When she came back, they moved in together and got a rescue dog, Webster, who looked like an Ewok and behaved like a grumpy old man. In June 2013, Sam told Hannah to meet him at a pocket park in Chestnut Hill, near the site of their first date. When she arrived — running late, wearing sweats — and saw him standing on Germantown Avenue in a suit, she had a hunch that a proposal was imminent.

They married on 7/11/15 — ”free Slurpee day at 7-Eleven,” Hannah notes — at St. Luke Greek Orthodox Church in Broomall, with the reception at the National Museum of American Jewish History. Sam stunned Hannah by inviting neo-pop recording artist Chad D and organizing their friends to do a choreographed dance to his song, “Life Is a Ride.”
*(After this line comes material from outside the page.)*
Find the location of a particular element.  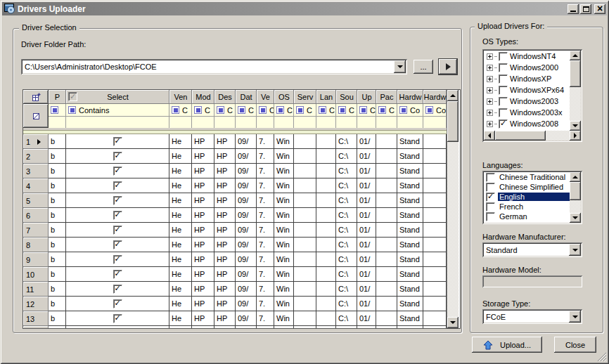

scroll-left-button is located at coordinates (489, 136).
Sam wanted kids — a lot of them, and right away. “I was really career-driven, so there was no rush,” Hannah says. But in April 2017, she was diagnosed with an autoimmune disorder. That changed their timeline.

“Some doctors recommended that we have kids sooner rather than later,” Hannah says. She returned from a “girls’ trip” to Sonoma feeling a little off, took a drugstore test while traveling for work, and realized she was five weeks pregnant. They’d only been trying for a month.
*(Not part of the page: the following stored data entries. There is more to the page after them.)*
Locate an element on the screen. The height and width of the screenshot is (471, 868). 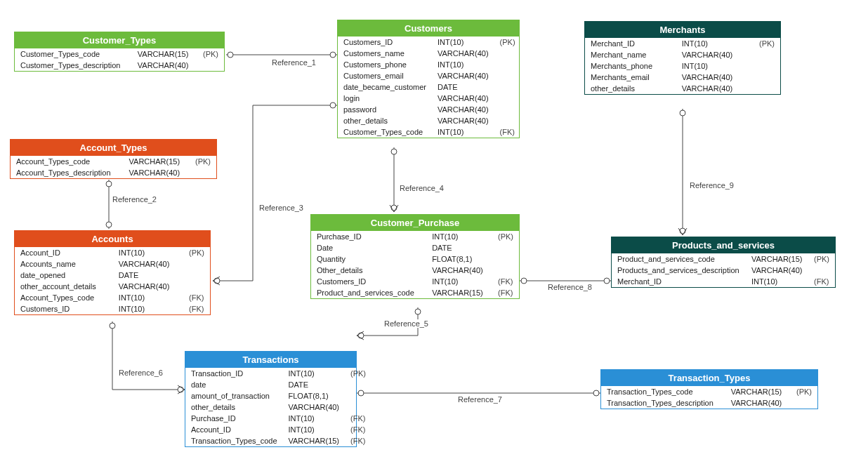
fields: Merchant_IDINT(10)(PK) Merchant_nameVARC… is located at coordinates (683, 66).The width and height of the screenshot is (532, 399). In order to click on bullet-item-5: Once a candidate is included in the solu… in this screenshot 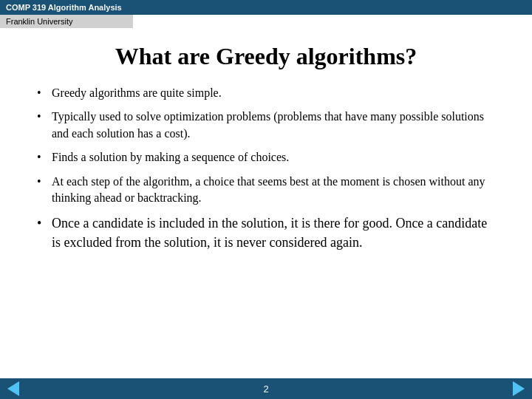, I will do `click(266, 233)`.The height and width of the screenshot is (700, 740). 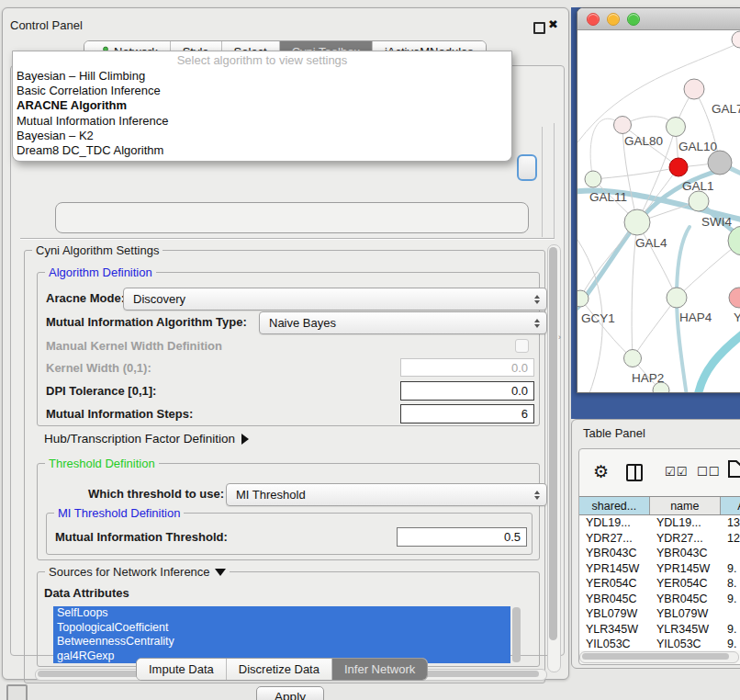 What do you see at coordinates (659, 599) in the screenshot?
I see `table-row: YBR045CYBR045C9.` at bounding box center [659, 599].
Hannah’s schedule never eased: She flew frequently for work, toting slippers on the plane because her feet swelled so much. “It was hard to be an executive, on the road, pregnant with her. I was so busy during her pregnancy, I didn’t have time to stop and think: This is what loving another human is going to feel like.”

» READ MORE: Finding space for another

Seventeen days before Maggie’s due date, their dog died. “We were so devastated,” Sam says. “He was the guy we’d had together, for six years.” And then the baby came early; Hannah was on a conference call when her water broke at 37½ weeks.

At Bryn Mawr Hospital, she recalls writhing in pain and desperately wanting an epidural, but the anesthesiologist believed it was unsafe for someone with her health condition. “At the end of the day, it was me and that baby, and I just had to get through it.”

Sam recalls the postpartum weeks as “a beautiful nightmare. … You develop this synchronicity — the sleeping, the handing off, charting all the poops, this weird routine that’s filled with delirium.”

“I was such a baby about being pregnant,” Hannah says, “but as soon as she was there, nothing bothered me. It was so much easier when she was on the outside and I could look in her eyes and love her.”

Maggie was a baby who liked the spotlight. Her parents figured she ought to learn to share. “She needed a sibling,” Hannah says. She learned she was pregnant in January 2020 — just before a work trip to Hawaii, and just before a return flight on which another passenger was obsessively dabbing her seat with a Clorox wipe.

The two became COVID-cautious, ordering groceries online, working at home, pulling Maggie from day care, barely leaving the house for the first trimester. And as the due date approached, Hannah was determined to have a different kind of birth.

“I let birth happen to me the first time around. I wanted to be along for the ride.” She developed a visualization, a story she repeated in her head again and again: Instead of being abandoned at the bottom of a well, as she’d felt during her labor with Maggie, she imagined being lifted from that well by a group of women and ancestors. Her daughter would be waiting at the top.

» READ MORE: Parenthood brings a purposeful focus

They delivered at Bryn Mawr Hospital again. But everything was different: a sun-filled afternoon, not a rainy night; the epidural she requested; 15 minutes of pushing instead of three hours. “It’s our redemption story, the yin to Maggie’s yang,” Hannah says.

The postpartum period was easier, too, especially because Hannah’s mother, Elaine, lived with the family starting just after Clara’s birth; she left in late May. A virtual moms’ group, its members scattered across the country, provided more intimacy and support.

New circumstances have brought clarity to their lives. During the early months of quarantine, Sam was with Maggie every day. “It kind of rekindled the magic of life a little.” For Hannah, “the diagnosis and the children have reframed the rest of my life. I didn’t know what I was here to do. And now I know.”